Farm Subsidy information
Mountrail County, North Dakota
Total Subsidies in Mountrail County, North Dakota, 1995-2023
Subsidy Recipients 81 to 100 of 3,376
Recipients of Total Subsidies from farms in Mountrail County, North Dakota totaled $569,820,000 in from 1995-2023.
Rank | Recipient (* ownership information available) |
Location | Total Subsidies 1995-2023 |
---|---|---|---|
81 | Jerry Pennington | New Town, ND 58763 | $944,982 |
82 | Wallace Lee | Palermo, ND 58769 | $932,068 |
83 | Paul Rau | Makoti, ND 58756 | $929,269 |
84 | Richard Bangen | New Town, ND 58763 | $927,467 |
85 | Wayne Lynn Johnson | Palermo, ND 58769 | $925,436 |
86 | Bradley Nesheim | New Town, ND 58763 | $925,223 |
87 | Bradley W Zacher Farm Inc | Parshall, ND 58770 | $924,833 |
88 | James Ehlert | Parshall, ND 58770 | $922,389 |
89 | Delray Skaar Detienne | New Town, ND 58763 | $919,615 |
90 | Anthony Ray Kautt | Parshall, ND 58770 | $916,601 |
91 | Farm Credit Services Of Nd ** | Dickinson, ND 58601 | $913,687 |
92 | Jon Andes | Plaza, ND 58771 | $903,590 |
93 | Roger Kenneth Vesey | Plaza, ND 58771 | $901,422 |
94 | Curt Douglas Meyer | Plaza, ND 58771 | $890,253 |
95 | Neal Edward Biwer | Stanley, ND 58784 | $889,683 |
96 | Kevin Jerome Craft | Stanley, ND 58784 | $886,695 |
97 | Steven Ruud | Parshall, ND 58770 | $881,466 |
98 | Nevets Jay Hoff | Parshall, ND 58770 | $878,155 |
99 | Paul Raymond Wheeling | Plaza, ND 58771 | $877,426 |
100 | Tco Inc | Stanley, ND 58784 | $859,455 |
* USDA data are not "transparent" for many payments made to recipients through most cooperatives. Recipients of payments made through most cooperatives, and the amounts, have not been made public. To see ownership information, click on the name, then click on the link that is titled Ownership Information.
** EWG has identified this recipient as a bank or lending institution that received the payment because the payment applicant had a loan requiring any subsidy payments go to the lender first. In 2019, the information provided to EWG by USDA began to include the entity that received the payment, rather than the person or entity that applied for it, which was previously provided. This move to shield subsidy recipients from disclosure enables USDA to further evade taxpayer accountability. Six percent of subsidy dollars went to banks, lending institutions, or the Farm Service Agency.”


WHAT YOU NEED TO DO: Extract the run of lines that starts at the top of the records below and ends at the line with "pyautogui.click(x=<x>, y=<y>)", keeping both ends and excluding pictures.

■ ■ ■ ■ ■ ■ ■

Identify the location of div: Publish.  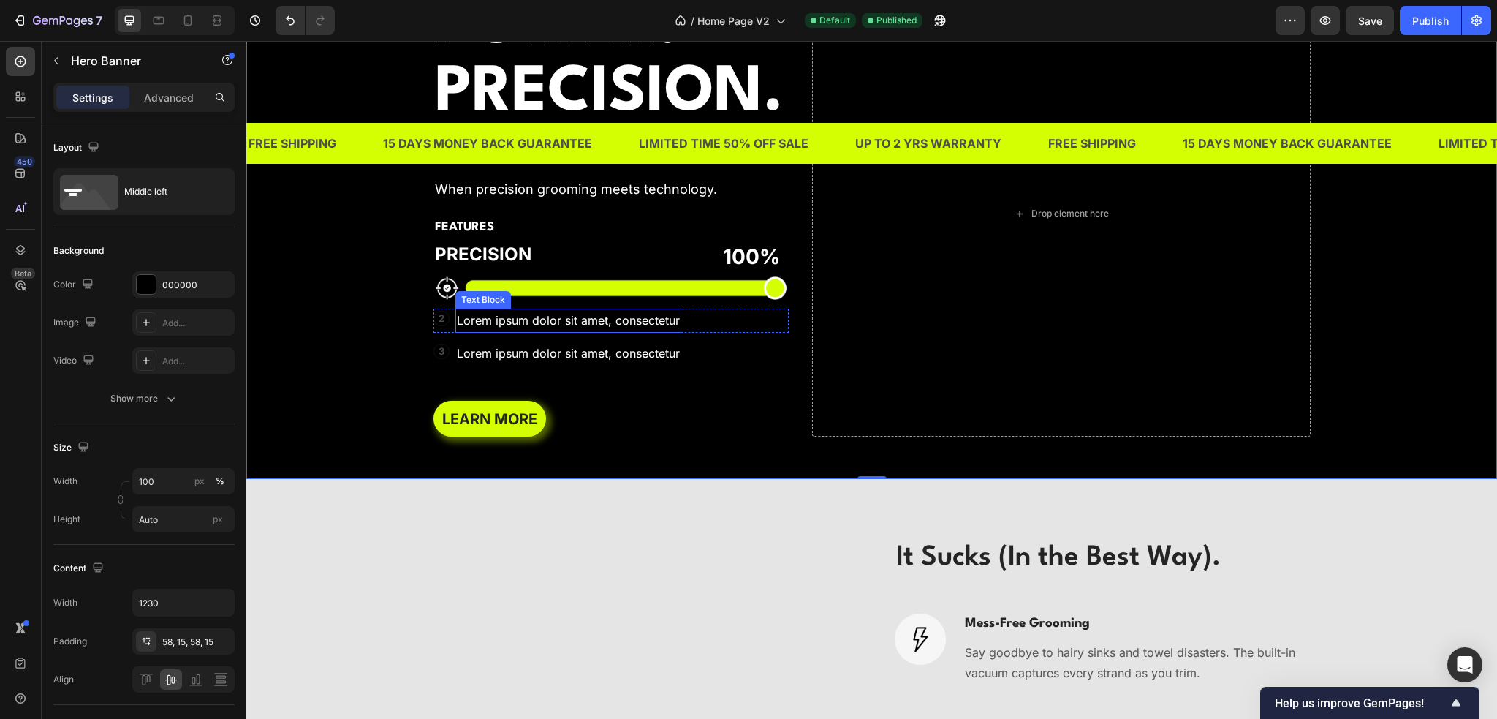
(1431, 20).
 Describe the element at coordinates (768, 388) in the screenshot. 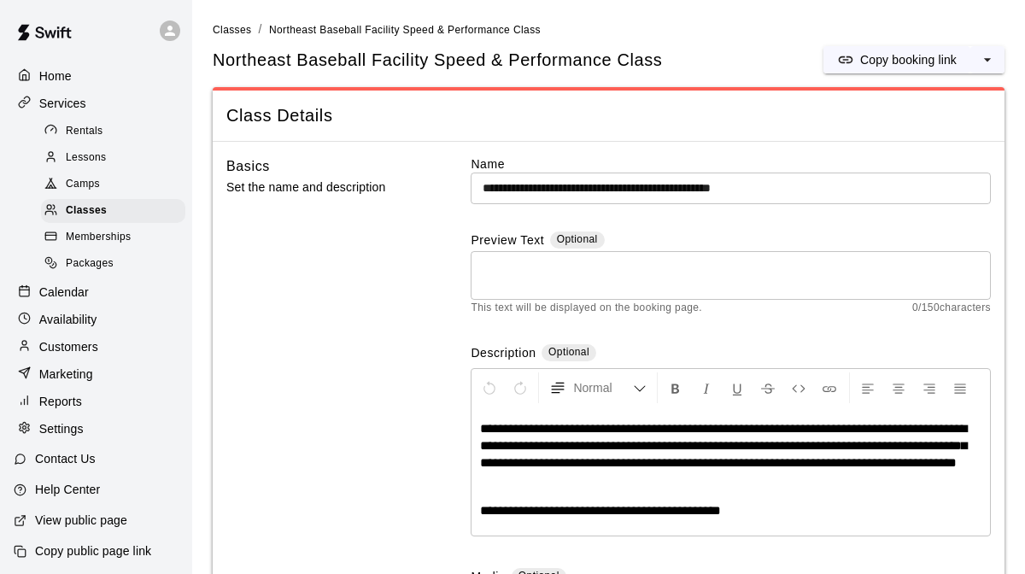

I see `button: Format Strikethrough` at that location.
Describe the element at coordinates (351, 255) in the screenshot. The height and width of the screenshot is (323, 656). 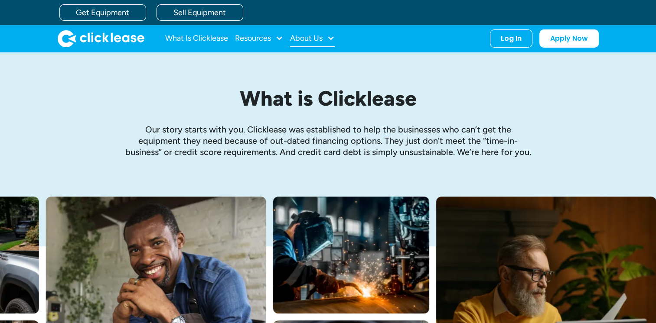
I see `img: A welder in a large mask working on a large pipe` at that location.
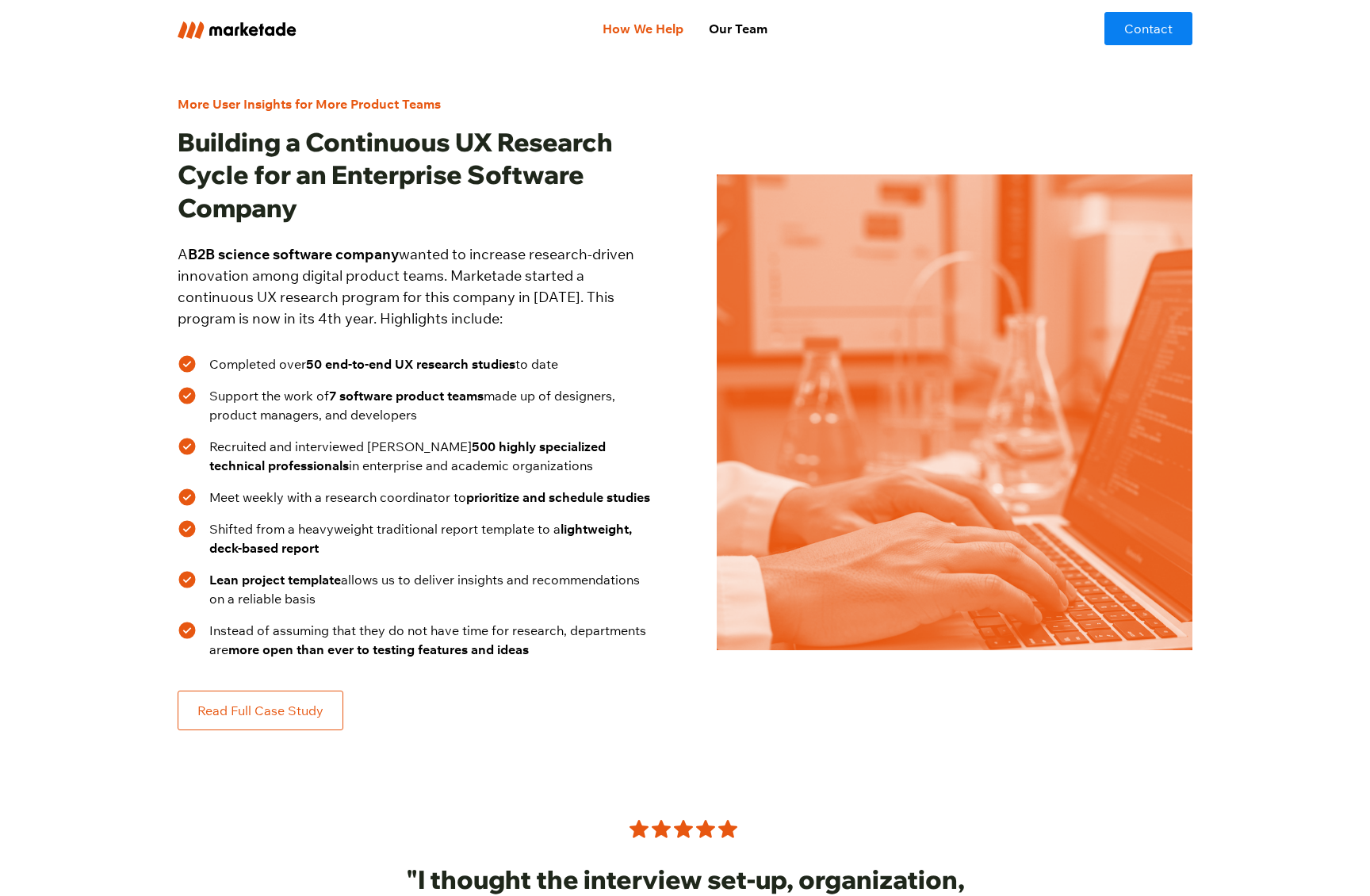  I want to click on p: allows us to deliver insights and recommendations on a reliable basis, so click(431, 589).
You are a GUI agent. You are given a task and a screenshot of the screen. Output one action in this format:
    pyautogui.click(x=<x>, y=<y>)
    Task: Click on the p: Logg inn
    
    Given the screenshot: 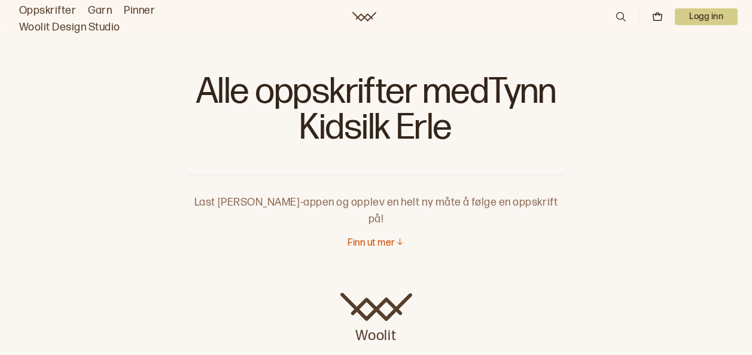 What is the action you would take?
    pyautogui.click(x=706, y=17)
    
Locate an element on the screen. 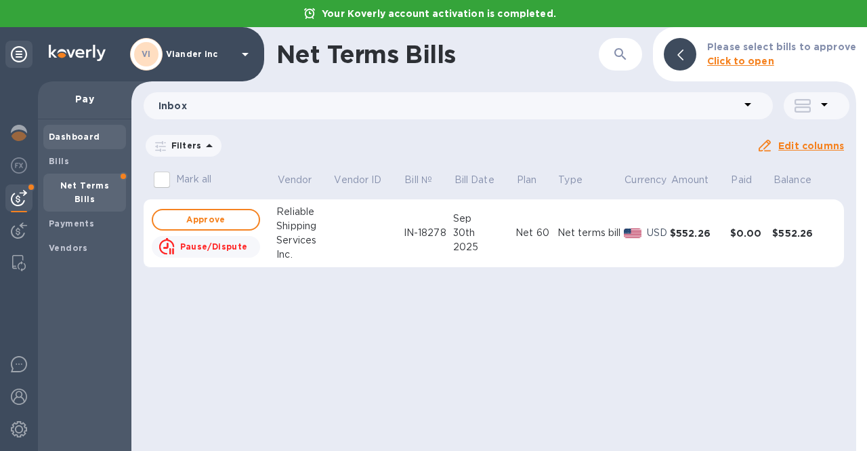  span: Type is located at coordinates (579, 180).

■ ■ ■ ■ ■ ■ ■

SOLUTION TO THE EXERCISE:
Identify the location of div: Publish.  
(1431, 20).
 Describe the element at coordinates (768, 388) in the screenshot. 

I see `button: Format Strikethrough` at that location.
Describe the element at coordinates (351, 255) in the screenshot. The height and width of the screenshot is (323, 656). 
I see `img: A welder in a large mask working on a large pipe` at that location.
  I want to click on p: allows us to deliver insights and recommendations on a reliable basis, so click(431, 589).
You are a GUI agent. You are given a task and a screenshot of the screen. Output one action in this format:
    pyautogui.click(x=<x>, y=<y>)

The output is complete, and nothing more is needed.